CANADA



CANADA
The Toronto Star, Toronto, Feb. 3: So now we know. The father of Pakistan's H-Bomb, Abdul Qadeer Khan, may be a national hero, but he's also a greedy fellow who for 15 years has been running a sleazy weapons bazaar on the side.
That's the picture President Gen. Pervez Musharraf wants to draw, at any rate, now that Khan stands accused of selling nuclear technology to Iran, Libya and North Korea.
The truth is likely to be darker, and may well implicate Pakistan's senior political and military echelons in proliferation-for-profit.
Nightmare weapons
Successive Pakistan regimes tolerated, if not encouraged, a culture where top scientists felt free to flog nuclear secrets to some of the world's most problematic countries, increasing the risk that terrorists might one day lay their hands on nightmare weapons.
Without American moral leadership, this threat will not recede. Yet Bush is singularly ill-placed to preach restraint. He made it clear in his Nuclear Posture Review of 2002 that he's prepared to use nukes first, even against a non-nuclear adversary. He's funding new "tactical" nukes, has budgeted for more fissile materials and wants a test site readied.
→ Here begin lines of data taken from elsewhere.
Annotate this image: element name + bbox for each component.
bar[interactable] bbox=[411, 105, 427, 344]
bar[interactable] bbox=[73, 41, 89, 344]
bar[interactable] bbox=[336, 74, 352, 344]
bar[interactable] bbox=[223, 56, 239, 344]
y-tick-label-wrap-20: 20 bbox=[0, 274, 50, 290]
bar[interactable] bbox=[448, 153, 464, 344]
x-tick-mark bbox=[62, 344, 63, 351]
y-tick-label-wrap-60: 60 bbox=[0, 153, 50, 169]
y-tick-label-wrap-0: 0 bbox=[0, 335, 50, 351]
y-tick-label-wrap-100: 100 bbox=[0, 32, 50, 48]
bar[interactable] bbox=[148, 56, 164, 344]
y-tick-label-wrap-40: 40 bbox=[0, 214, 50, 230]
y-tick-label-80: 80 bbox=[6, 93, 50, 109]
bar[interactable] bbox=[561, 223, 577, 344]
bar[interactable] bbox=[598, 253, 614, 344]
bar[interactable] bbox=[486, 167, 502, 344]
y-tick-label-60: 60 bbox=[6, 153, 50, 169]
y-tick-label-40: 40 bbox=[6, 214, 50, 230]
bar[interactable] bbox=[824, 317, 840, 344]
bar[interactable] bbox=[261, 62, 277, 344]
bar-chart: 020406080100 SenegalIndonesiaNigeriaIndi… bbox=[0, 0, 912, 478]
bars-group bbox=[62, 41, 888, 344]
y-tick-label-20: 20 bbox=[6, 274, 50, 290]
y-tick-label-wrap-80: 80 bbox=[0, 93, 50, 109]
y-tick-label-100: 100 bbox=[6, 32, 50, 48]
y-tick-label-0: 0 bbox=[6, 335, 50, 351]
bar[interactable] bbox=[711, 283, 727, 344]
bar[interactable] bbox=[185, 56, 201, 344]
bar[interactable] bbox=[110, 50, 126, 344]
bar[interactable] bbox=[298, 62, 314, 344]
In short, he's making the unthinkable, thinkable, by lowing the bar to using nuclear weapons.
ISRAEL
Haaretz, Tel Aviv, Feb. 3: With all due respect to the importance ascribed to the fence by Israeli security officials, deep inside Palestinian territory is not the proper place to put it.
A fence that carves up Palestinian communities, imprisons entire villages or prevents their residents from reaching their lands to farm them properly, might block terrorist cells but only at the price of deepening and disseminating even further the hatred of Israel in otherwise peaceful populations. The long term destruction could overshadow the immediate gains.
Property rights
Israel's need to defend itself from terror can sometimes lead to depriving individual Palestinians of their property rights or their right to freedom of movement.
But if the harm to the lives of the citizenry turns into damage on a wide scale, and if the route on which the fence is going up is blatantly not meant only to prevent terror but to prevent the Palestinians from ever establishing a viable state of their own with territorial contiguity, then Israel is acting in clear contravention of its own interests.
ITALY
La Repubblica, Rome, Feb. 2: It was Feb. 5, 2003 ... "Dear colleagues," said Colin Powell to the Security Council, "each statement I will pronounce here in front of you today is backed by facts, solid facts, supported by many sources."
One year later, these are the solid facts:
1. Terror persists on civil international air traffic, throwing it into confusion, and in Iraq the slaughter is spreading to previously calm areas.
2. Regarding arms of mass destruction, "we were completely wrong," says the head of 1,400 CIA inspectors, David Kay.
3. The shadow of the humiliating intelligence fiasco ... is growing over the re-election chances of George Bush, now obliged to accept a commission of inquiry, "to discover the facts," he says.
Ruling group
This is a new and difficult situation for a ruling group whose winning strategy has been that of attack.
The White House, on the defensive, is wavering.
And now it must hope and pray that the nameless and faceless daily guerrilla fighting ... will be defeated before the dead reach a critical mass that influences the electorate.